For years, school officials have used detention, remedial classes, summer school and suspensions to turn around poorly behaved, underachieving middle school students, with little results. Now they are introducing a program that will pay students up to $100 per month for displaying good behavior.

Beginning in October, 3,000 students at 14 middle schools will be eligible to earn up to 50 points per month and be paid $2 per point for attending class regularly and on time, turning in homework, displaying manners and earning high marks. A maximum of $2.7 million has been set aside for the program, and the money students earn will be deposited every two weeks into bank accounts the system plans to open for them.

Washington D.C. Schools Chancellor Michelle Reese made the announcement of her plans as a way to boost the district’s rotten school performance. Your gut reaction for or against this this idea must be tempered by the sadness for any school that has gotten so bad where this extreme move becomes necessary. If you think about it, the program has a reasonable ring to it as an alternative to the overtly negative reinforcement I’m sure is in effect at these schools.

I am lucky to live where I do, as are I’m sure many of you, where most of the kids strive for their best no matter what, and where the culture in the schools fosters and nurtures that.
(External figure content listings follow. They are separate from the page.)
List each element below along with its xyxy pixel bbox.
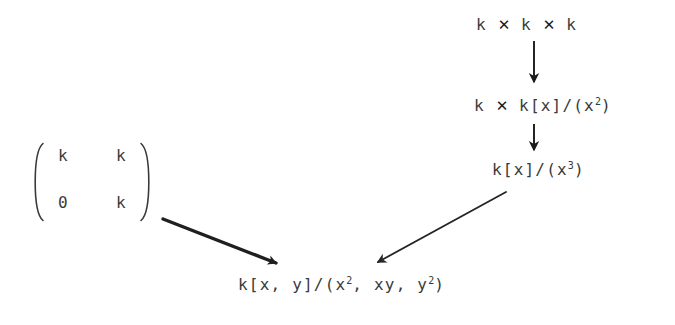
matrix-bracket-left	[32, 142, 46, 222]
node-k-times-k-times-k: k ✕ k ✕ k	[476, 17, 577, 33]
node-kx-mod-x3: k[x]/(x3)	[492, 162, 585, 178]
node-kxy-ring: k[x, y]/(x	[238, 275, 346, 294]
node-kkk-k1: k	[476, 15, 487, 34]
arrow-matrix-to-kxy	[163, 219, 276, 263]
node-kxy-mod-ideal: k[x, y]/(x2, xy, y2)	[238, 277, 445, 293]
node-k-times-kx-mod-x2: k ✕ k[x]/(x2)	[474, 98, 612, 114]
node-upper-triangular-matrix: k k 0 k	[32, 142, 157, 222]
matrix-cell-r2c2: k	[116, 195, 127, 211]
multiplication-icon: ✕	[543, 16, 556, 34]
node-kx3-close: )	[574, 160, 585, 179]
matrix-cell-r1c2: k	[116, 148, 127, 164]
node-kx2-lead: k	[474, 96, 485, 115]
matrix-cell-r1c1: k	[58, 148, 69, 164]
node-kxy-close: )	[434, 275, 445, 294]
multiplication-icon: ✕	[498, 16, 511, 34]
arrow-kx3-to-kxy	[378, 192, 506, 262]
node-kx3-ring: k[x]/(x	[492, 160, 568, 179]
node-kx2-ring: k[x]/(x	[519, 96, 595, 115]
node-kkk-k3: k	[566, 15, 577, 34]
node-kxy-mid: , xy, y	[352, 275, 428, 294]
multiplication-icon: ✕	[496, 97, 509, 115]
matrix-bracket-right	[138, 142, 152, 222]
matrix-cell-r2c1: 0	[58, 195, 69, 211]
node-kx2-close: )	[601, 96, 612, 115]
diagram-canvas: k ✕ k ✕ k k ✕ k[x]/(x2) k[x]/(x3) k[x, y…	[0, 0, 675, 325]
node-kkk-k2: k	[521, 15, 532, 34]
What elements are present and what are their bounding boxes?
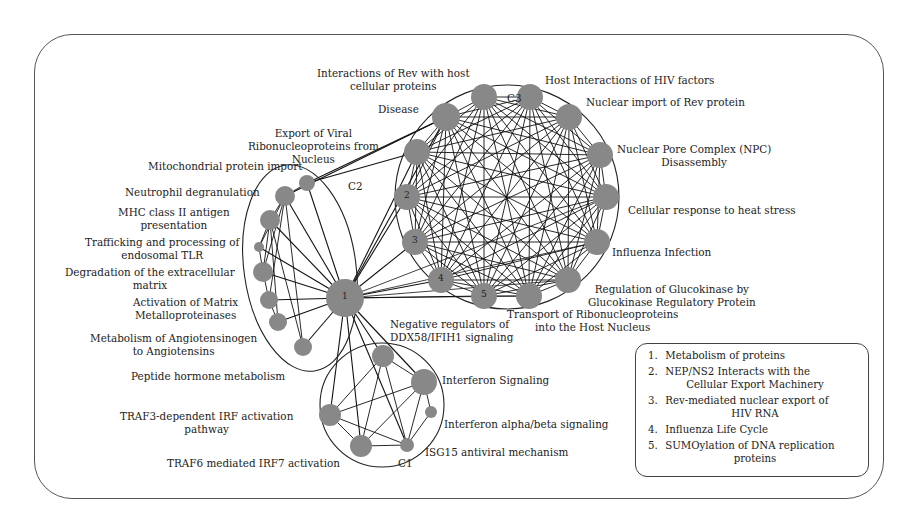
node-number-3: 3 — [412, 235, 418, 245]
c2-node — [294, 338, 312, 356]
c3-node — [556, 104, 582, 130]
label-angiotensin: Metabolism of Angiotensinogento Angioten… — [90, 332, 257, 358]
cluster-label-c2: C2 — [348, 180, 363, 192]
label-glucokinase: Regulation of Glucokinase byGlucokinase … — [588, 283, 756, 309]
c2-node — [299, 175, 315, 191]
c2-node — [254, 242, 264, 252]
label-traf3: TRAF3-dependent IRF activationpathway — [120, 410, 293, 436]
c1-node — [350, 435, 372, 457]
label-host-interactions: Host Interactions of HIV factors — [545, 74, 714, 87]
cluster-label-c1: C1 — [398, 457, 413, 469]
legend: 1. Metabolism of proteins 2. NEP/NS2 Int… — [635, 343, 869, 477]
label-mhc: MHC class II antigenpresentation — [118, 206, 230, 232]
label-heat-stress: Cellular response to heat stress — [628, 204, 796, 217]
label-interferon-alpha: Interferon alpha/beta signaling — [444, 418, 609, 431]
c3-node — [404, 139, 430, 165]
label-influenza-infection: Influenza Infection — [612, 246, 711, 259]
label-interferon-signaling: Interferon Signaling — [442, 374, 549, 387]
legend-item-5: 5. SUMOylation of DNA replicationprotein… — [648, 439, 862, 465]
label-peptide-hormone: Peptide hormone metabolism — [131, 370, 285, 383]
label-activation-mmp: Activation of MatrixMetalloproteinases — [133, 296, 238, 322]
label-transport-rnp: Transport of Ribonucleoproteinsinto the … — [507, 308, 678, 334]
c3-node — [555, 267, 581, 293]
node-number-2: 2 — [404, 190, 410, 200]
c3-node — [584, 229, 610, 255]
c1-node — [372, 345, 394, 367]
c1-node — [400, 438, 414, 452]
label-nuclear-import: Nuclear import of Rev protein — [586, 96, 745, 109]
c3-node — [587, 142, 613, 168]
legend-item-1: 1. Metabolism of proteins — [648, 349, 862, 362]
label-trafficking: Trafficking and processing ofendosomal T… — [85, 236, 239, 262]
label-isg15: ISG15 antiviral mechanism — [425, 446, 568, 459]
label-traf6: TRAF6 mediated IRF7 activation — [167, 457, 340, 470]
c2-node — [260, 210, 280, 230]
c2-node — [269, 313, 287, 331]
c3-node — [593, 184, 619, 210]
label-disease: Disease — [378, 103, 419, 116]
c1-node — [411, 369, 437, 395]
label-npc: Nuclear Pore Complex (NPC)Disassembly — [617, 143, 771, 169]
label-degradation: Degradation of the extracellularmatrix — [65, 266, 235, 292]
c3-node — [516, 283, 542, 309]
label-mito: Mitochondrial protein import — [148, 160, 302, 173]
legend-item-3: 3. Rev-mediated nuclear export ofHIV RNA — [648, 394, 862, 420]
c1-node — [319, 404, 341, 426]
node-number-5: 5 — [481, 289, 487, 299]
c3-node — [471, 84, 497, 110]
c1-node — [425, 406, 437, 418]
node-number-4: 4 — [438, 273, 444, 283]
c2-node — [253, 262, 273, 282]
label-neutrophil: Neutrophil degranulation — [125, 186, 260, 199]
cluster-label-c3: C3 — [507, 92, 522, 104]
legend-item-4: 4. Influenza Life Cycle — [648, 423, 862, 436]
legend-item-2: 2. NEP/NS2 Interacts with theCellular Ex… — [648, 365, 862, 391]
c2-node — [260, 291, 278, 309]
c3-node — [432, 103, 460, 131]
node-number-1: 1 — [342, 291, 348, 301]
c2-node — [275, 186, 295, 206]
label-interactions-rev: Interactions of Rev with hostcellular pr… — [317, 67, 470, 93]
label-negative-regulators: Negative regulators ofDDX58/IFIH1 signal… — [390, 318, 513, 344]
But we all know too that some schools in some places in the country aren’t so fortunate. In such a circumstance, a program that entices students to actually participate and learn in spite of themselves might not be such a bad thing. Cash certainly can work in that regard I suppose. What I also learned is that similar programs are already in effect elsewhere in the country:

…A cash-incentive program that pays high school students as much as $500 for earning a 3 or more on an Advanced Placement test has been launched in Alabama, Arkansas, Connecticut, Kentucky and Virginia.

What do you think? Bribing kids for good school performance—yea or nay? Can it work in the long term?